China internet crackdown
Major Chinese online companies have been ordered Sunday to quit pursuing and publishing original news stories by the country’s internet regulator. In this picture, a man scratches his face as he uses a computer at an internet cafe in Hefei, China, March 16, 2012. REUTERS/Stringer

Major Chinese online companies were ordered Sunday to quit pursuing and publishing original news stories by the country’s internet regulator, a Bloomberg report said.

The Cyberspace Administration of China called for the ban on several news portals, including Sina Corp., Tencent Holdings, Sohu.com Inc. and NetEase Inc., from publishing original reports alleging that the companies had “seriously violated” Chinese internet regulations by carrying news content which caused “huge negative effects,” the report said, citing local media sources.

The companies have reportedly been instructed to carry only reports which are provided by government-controlled news agencies. The latest ban gives the President Xi Jinping's government almost full control over online news and discussions the news sparks.

Malaysian newspaper The Star Online reported Monday that officials moved supervision of Tencent Web to Beijing after it published a typo related to President Jinping. The slip up led China’s Central Publicity Department to launch a probe into Tencent Web over what it described as a “significantly negative incident.”

The new ban adds to China’s internet crackdown. On July 4, the Cyberspace Administration of China announced that it would launch a crackdown on online news articles sourced from social media in order to prevent the spread of fake news and rumors.

“It is forbidden to use hearsay to create news or use conjecture and imagination to distort the facts,” the regulator reportedly said, “All levels of the cyberspace administration must earnestly fulfill their management responsibility for internet content, strengthen supervision and investigation, severely probe and handle fake and unfactual news.”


> **Work item**: How many of the lines below include the word "yellow"? Only the number should be given.

> **Records shown**:

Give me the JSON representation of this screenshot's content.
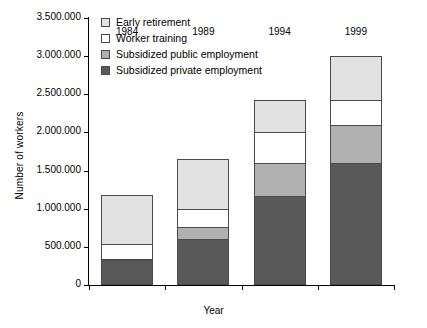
{
  "chart_data": {
    "type": "bar",
    "stacked": true,
    "title": "",
    "xlabel": "Year",
    "ylabel": "Number of workers",
    "categories": [
      "1984",
      "1989",
      "1994",
      "1999"
    ],
    "ylim": [
      0,
      3500000
    ],
    "ytick_values": [
      0,
      500000,
      1000000,
      1500000,
      2000000,
      2500000,
      3000000,
      3500000
    ],
    "ytick_labels": [
      "0",
      "500.000",
      "1.000.000",
      "1.500.000",
      "2.000.000",
      "2.500.000",
      "3.000.000",
      "3.500.000"
    ],
    "grid": false,
    "legend_position": "top-left",
    "series": [
      {
        "name": "Subsidized private employment",
        "color": "#595959",
        "values": [
          330000,
          600000,
          1170000,
          1600000
        ]
      },
      {
        "name": "Subsidized public employment",
        "color": "#b0b0b0",
        "values": [
          10000,
          160000,
          430000,
          500000
        ]
      },
      {
        "name": "Worker training",
        "color": "#ffffff",
        "values": [
          190000,
          240000,
          400000,
          330000
        ]
      },
      {
        "name": "Early retirement",
        "color": "#e2e2e2",
        "values": [
          650000,
          650000,
          420000,
          570000
        ]
      }
    ],
    "totals": [
      1180000,
      1650000,
      2420000,
      3000000
    ]
  }
}
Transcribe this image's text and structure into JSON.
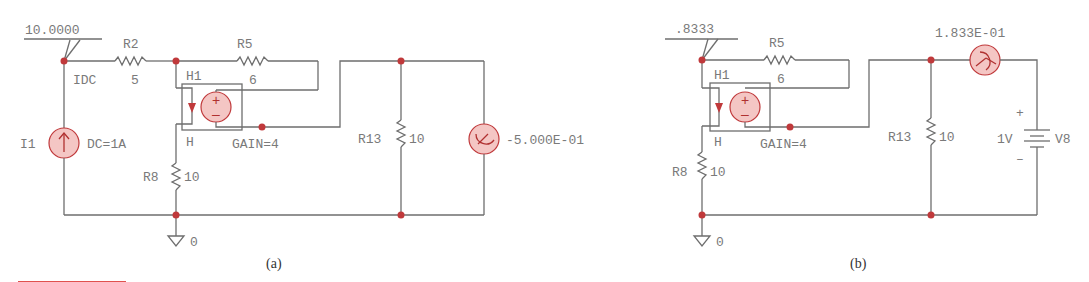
{
  "circuit_a": {
    "caption": "(a)",
    "node_voltage": "10.0000",
    "r2": {
      "name": "R2",
      "value": "5"
    },
    "r5": {
      "name": "R5",
      "value": "6"
    },
    "r8": {
      "name": "R8",
      "value": "10"
    },
    "r13": {
      "name": "R13",
      "value": "10"
    },
    "h1": {
      "name": "H1",
      "sub": "H",
      "gain": "GAIN=4"
    },
    "i1": {
      "name": "I1",
      "value": "DC=1A"
    },
    "idc_label": "IDC",
    "ammeter_reading": "-5.000E-01",
    "ground": "0"
  },
  "circuit_b": {
    "caption": "(b)",
    "node_voltage": ".8333",
    "r5": {
      "name": "R5",
      "value": "6"
    },
    "r8": {
      "name": "R8",
      "value": "10"
    },
    "r13": {
      "name": "R13",
      "value": "10"
    },
    "h1": {
      "name": "H1",
      "sub": "H",
      "gain": "GAIN=4"
    },
    "v8": {
      "name": "V8",
      "value": "1V",
      "plus": "+",
      "minus": "–"
    },
    "ammeter_reading": "1.833E-01",
    "ground": "0"
  },
  "colors": {
    "wire": "#6e6e6e",
    "node": "#c0393b",
    "source_fill": "#f4c6c4",
    "accent_line": "#e0524f"
  }
}
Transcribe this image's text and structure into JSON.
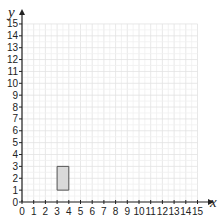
{
  "chart_data": {
    "type": "scatter",
    "title": "",
    "xlabel": "x",
    "ylabel": "y",
    "xlim": [
      0,
      15
    ],
    "ylim": [
      0,
      15
    ],
    "grid": true,
    "x_ticks": [
      0,
      1,
      2,
      3,
      4,
      5,
      6,
      7,
      8,
      9,
      10,
      11,
      12,
      13,
      14,
      15
    ],
    "y_ticks": [
      0,
      1,
      2,
      3,
      4,
      5,
      6,
      7,
      8,
      9,
      10,
      11,
      12,
      13,
      14,
      15
    ],
    "shapes": [
      {
        "type": "rectangle",
        "vertices": [
          [
            3,
            1
          ],
          [
            4,
            1
          ],
          [
            4,
            3
          ],
          [
            3,
            3
          ]
        ],
        "fill": "#d9d9d9",
        "stroke": "#555555"
      }
    ]
  },
  "colors": {
    "grid": "#e2e2e2",
    "axis": "#222222",
    "shape_fill": "#d9d9d9",
    "shape_stroke": "#555555"
  }
}
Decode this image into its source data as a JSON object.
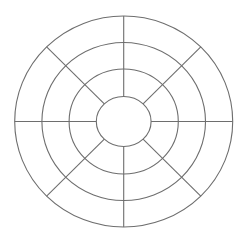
{
  "diagram": {
    "type": "concentric-ring-wheel",
    "canvas": {
      "width": 245,
      "height": 236,
      "background": "#ffffff"
    },
    "center": {
      "x": 123.7,
      "y": 121.5
    },
    "stroke": {
      "color": "#6e6e6e",
      "width": 1.1
    },
    "rings": [
      {
        "rx": 27.4,
        "ry": 25.0
      },
      {
        "rx": 54.6,
        "ry": 52.5
      },
      {
        "rx": 81.8,
        "ry": 79.0
      },
      {
        "rx": 109.0,
        "ry": 105.5
      }
    ],
    "spokes": {
      "count": 8,
      "angles_deg": [
        0,
        45,
        90,
        135,
        180,
        225,
        270,
        315
      ],
      "from_ring": 0,
      "to_ring": 3
    },
    "segments_per_ring": 8,
    "labels": []
  }
}
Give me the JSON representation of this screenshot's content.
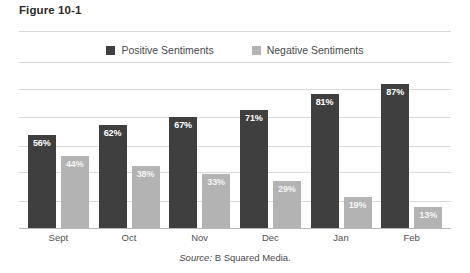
{
  "figure": {
    "title": "Figure 10-1",
    "source_keyword": "Source:",
    "source_text": " B Squared Media."
  },
  "colors": {
    "positive": "#3f3f3f",
    "negative": "#b3b3b3",
    "gridline": "#d9d9d9",
    "axis": "#b9b9b9",
    "background": "#ffffff",
    "label_text": "#ffffff"
  },
  "legend": {
    "items": [
      {
        "label": "Positive Sentiments",
        "color": "#3f3f3f",
        "swatch_name": "legend-swatch-positive"
      },
      {
        "label": "Negative Sentiments",
        "color": "#b3b3b3",
        "swatch_name": "legend-swatch-negative"
      }
    ]
  },
  "chart_data": {
    "type": "bar",
    "title": "Figure 10-1",
    "subtitle": "",
    "xlabel": "",
    "ylabel": "",
    "ylim": [
      0,
      100
    ],
    "grid": true,
    "gridline_values": [
      100,
      84,
      67,
      50,
      34,
      17
    ],
    "legend_position": "top-center",
    "categories": [
      "Sept",
      "Oct",
      "Nov",
      "Dec",
      "Jan",
      "Feb"
    ],
    "series": [
      {
        "name": "Positive Sentiments",
        "color": "#3f3f3f",
        "values": [
          56,
          62,
          67,
          71,
          81,
          87
        ],
        "labels": [
          "56%",
          "62%",
          "67%",
          "71%",
          "81%",
          "87%"
        ]
      },
      {
        "name": "Negative Sentiments",
        "color": "#b3b3b3",
        "values": [
          44,
          38,
          33,
          29,
          19,
          13
        ],
        "labels": [
          "44%",
          "38%",
          "33%",
          "29%",
          "19%",
          "13%"
        ]
      }
    ],
    "annotations": [
      "Source: B Squared Media."
    ]
  }
}
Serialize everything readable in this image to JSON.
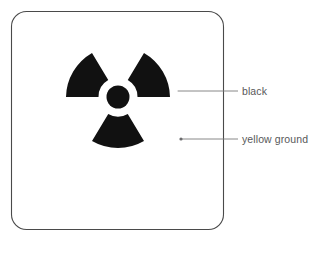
{
  "diagram": {
    "sign": {
      "name": "radiation-trefoil-sign",
      "shape": "rounded-square",
      "border_color": "#4a4a4a",
      "ground_color": "#ffffff",
      "symbol_color": "#111111",
      "bounds": {
        "x": 11,
        "y": 11,
        "width": 213,
        "height": 219,
        "radius": 15
      }
    },
    "symbol": {
      "name": "radiation-trefoil-icon",
      "center": {
        "x": 118,
        "y": 97
      },
      "inner_circle_radius": 11.5,
      "blade_inner_radius": 19.5,
      "blade_outer_radius": 52,
      "blade_count": 3,
      "blade_span_degrees": 60,
      "blade_gap_degrees": 60,
      "blade_start_angles": [
        120,
        240,
        0
      ]
    },
    "callouts": [
      {
        "id": "black",
        "label": "black",
        "target_color": "#111111",
        "marker": {
          "x": 176,
          "y": 91,
          "color": "#ffffff"
        },
        "line": {
          "x1": 176,
          "y1": 91,
          "x2": 238,
          "y2": 91
        },
        "label_position": {
          "x": 242,
          "y": 91
        }
      },
      {
        "id": "yellow-ground",
        "label": "yellow ground",
        "target_color": "#ffffff",
        "marker": {
          "x": 181,
          "y": 139,
          "color": "#6b6b6d"
        },
        "line": {
          "x1": 181,
          "y1": 139,
          "x2": 238,
          "y2": 139
        },
        "label_position": {
          "x": 242,
          "y": 139
        }
      }
    ],
    "styles": {
      "leader_line_color": "#7a7a7c",
      "leader_line_width": 0.9,
      "label_color": "#58585a",
      "border_width": 1.1
    }
  }
}
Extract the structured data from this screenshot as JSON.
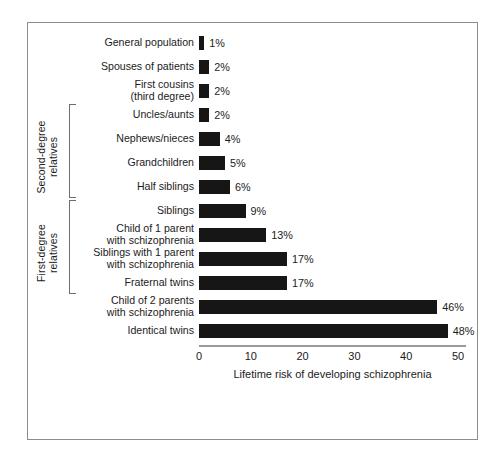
{
  "chart_data": {
    "type": "bar",
    "orientation": "horizontal",
    "title": "",
    "xlabel": "Lifetime risk of developing schizophrenia",
    "ylabel": "",
    "xlim": [
      0,
      53
    ],
    "xticks": [
      0,
      10,
      20,
      30,
      40,
      50
    ],
    "xtick_labels": [
      "0",
      "10",
      "20",
      "30",
      "40",
      "50"
    ],
    "grid": false,
    "legend": "none",
    "bar_color": "#161616",
    "axis_color": "#9a9a9a",
    "frame_color": "#8c8c8c",
    "categories": [
      "General population",
      "Spouses of patients",
      "First cousins\n(third degree)",
      "Uncles/aunts",
      "Nephews/nieces",
      "Grandchildren",
      "Half siblings",
      "Siblings",
      "Child of 1 parent\nwith schizophrenia",
      "Siblings with 1 parent\nwith schizophrenia",
      "Fraternal twins",
      "Child of 2 parents\nwith schizophrenia",
      "Identical twins"
    ],
    "values": [
      1,
      2,
      2,
      2,
      4,
      5,
      6,
      9,
      13,
      17,
      17,
      46,
      48
    ],
    "value_labels": [
      "1%",
      "2%",
      "2%",
      "2%",
      "4%",
      "5%",
      "6%",
      "9%",
      "13%",
      "17%",
      "17%",
      "46%",
      "48%"
    ],
    "groups": [
      {
        "label": "Second-degree\nrelatives",
        "first_index": 3,
        "last_index": 6
      },
      {
        "label": "First-degree\nrelatives",
        "first_index": 7,
        "last_index": 10
      }
    ]
  }
}
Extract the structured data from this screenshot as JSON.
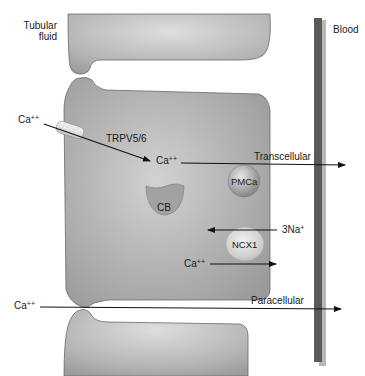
{
  "diagram": {
    "compartments": {
      "lumen": "Tubular\nfluid",
      "lumen_line1": "Tubular",
      "lumen_line2": "fluid",
      "blood": "Blood"
    },
    "ions": {
      "ca_lumen": "Ca",
      "ca_lumen_charge": "++",
      "ca_cell": "Ca",
      "ca_cell_charge": "++",
      "na": "3Na",
      "na_charge": "+",
      "ca_ncx": "Ca",
      "ca_ncx_charge": "++",
      "ca_para": "Ca",
      "ca_para_charge": "++"
    },
    "transporters": {
      "channel": "TRPV5/6",
      "pump": "PMCa",
      "exchanger": "NCX1",
      "binding_protein": "CB"
    },
    "pathways": {
      "transcellular": "Transcellular",
      "paracellular": "Paracellular"
    },
    "colors": {
      "cell_fill": "#a9a9a9",
      "cell_highlight": "#d4d4d4",
      "cell_outline": "#6a6a6a",
      "basement_membrane": "#5a5a5a",
      "membrane_shadow": "#b8b8b8",
      "arrow": "#111111"
    }
  }
}
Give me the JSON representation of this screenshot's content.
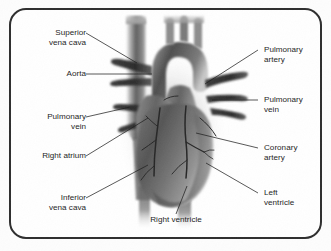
{
  "figure": {
    "border_color": "#2e2e2e",
    "background_color": "#ffffff",
    "text_color": "#1c1c1c"
  },
  "labels": [
    {
      "id": "superior-vena-cava",
      "text": "Superior\nvena cava",
      "side": "left"
    },
    {
      "id": "aorta",
      "text": "Aorta",
      "side": "left"
    },
    {
      "id": "pulmonary-vein-left",
      "text": "Pulmonary\nvein",
      "side": "left"
    },
    {
      "id": "right-atrium",
      "text": "Right atrium",
      "side": "left"
    },
    {
      "id": "inferior-vena-cava",
      "text": "Inferior\nvena cava",
      "side": "left"
    },
    {
      "id": "pulmonary-artery",
      "text": "Pulmonary\nartery",
      "side": "right"
    },
    {
      "id": "pulmonary-vein-right",
      "text": "Pulmonary\nvein",
      "side": "right"
    },
    {
      "id": "coronary-artery",
      "text": "Coronary\nartery",
      "side": "right"
    },
    {
      "id": "left-ventricle",
      "text": "Left\nventricle",
      "side": "right"
    },
    {
      "id": "right-ventricle",
      "text": "Right ventricle",
      "side": "bottom"
    }
  ]
}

> **Your solution**: 2